It's faster and quieter than the old mallet-and-spike method, and less likely to draw attention from the night patrols.

The body is cleaned, the wounds cauterized, and the blood channeled into tidy lines that run off the bridge into the Liffey.

No mess, no theatrical spray.

Just the fact of it, undeniable and permanent.

By 06:17, the first runner—a retiree, ex-army by the look—finds the tableau.

He vomits on the spot, then dials the guards with shaking fingers.

The response team arrivesinside seven minutes, but they don't touch the corpse.

They just stand at the south end of the bridge, radios dead silent, and wait for someone with more authority to tell them what to do.

At 06:41, the first photo hits social.

By 07:00, every street kid, doorman, and kebab vendor in a five-mile radius knows what's happened.

The story mutates instantly—some say the body was left by the Spaniards, others blame the Easterners, a few even claim it's an inside job, some cannibal trick by the O'Duinns.

The truth is more subtle than that, but no one wants the truth.

They want the fear.

By the time I finish my breakfast, three crews have already bailed on their Connolly contracts.

One goes to ground in Swords, another calls in sick to a week's worth of shakedowns, and the third sends an emissary to our safe house with an envelope, a bottle of decent bourbon, and a single line written on hotel stationary—We'd rather switch than burn.
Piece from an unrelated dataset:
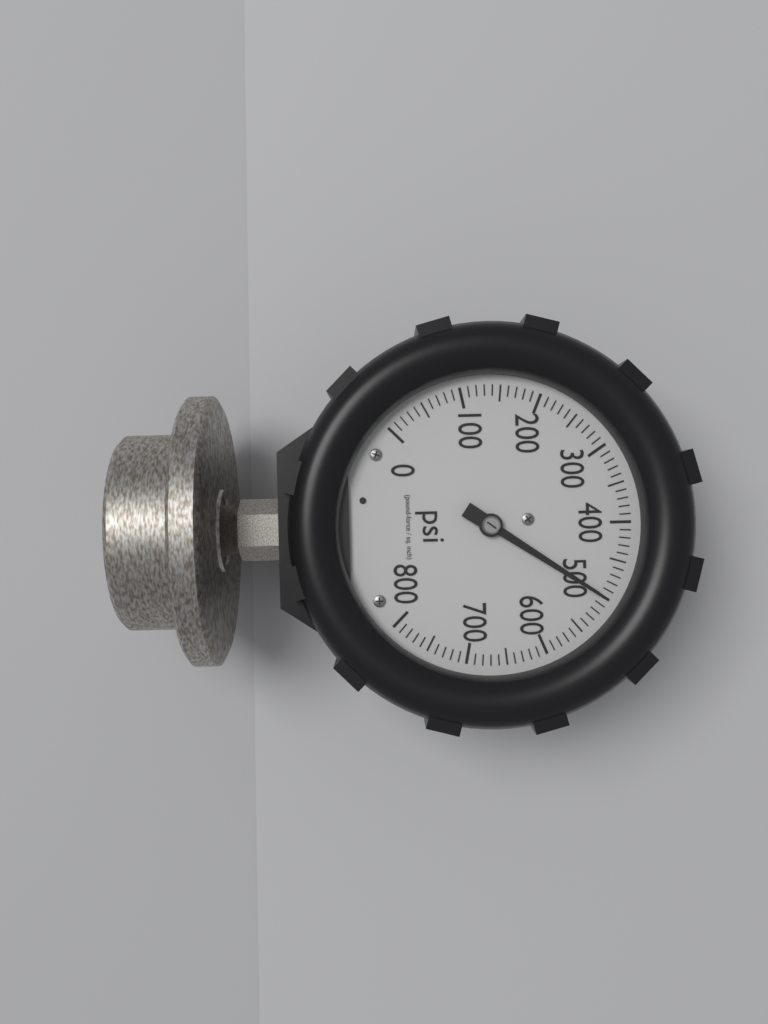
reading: 500 psi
Fiachra calls at 08:22, voice sharp with caffeine and triumph.

"It worked," he says. "They're shitting themselves."

"Of course they are," I reply.

"But don't get greedy. This is when they try to flip it."

"Doesn't matter," he says, and I can hear the smile.

"We have the river. We have the bridges. And after today, we have half the market in the city center."

He's right, but I remind him anyway.

"Don't let the council see your hand."

He grunts, and the line goes dead.

The rest of the day is a series of small aftershocks.

The Crowley colors show up in places we never bothered with before—on the trusses of a pedestrian overpass near the university, on a set of roller shutters in Donnybrook, even stenciled over the old O'Duinn graffiti on the train platformat Clontarf.

It's not random.

Every mark is placed with intent, mapped out two weeks in advance, calculated to hit the points where the city's old boundaries have started to rot.

I spend the afternoon in the north dock offices, watching the feeds as the city pivots, piece by piece.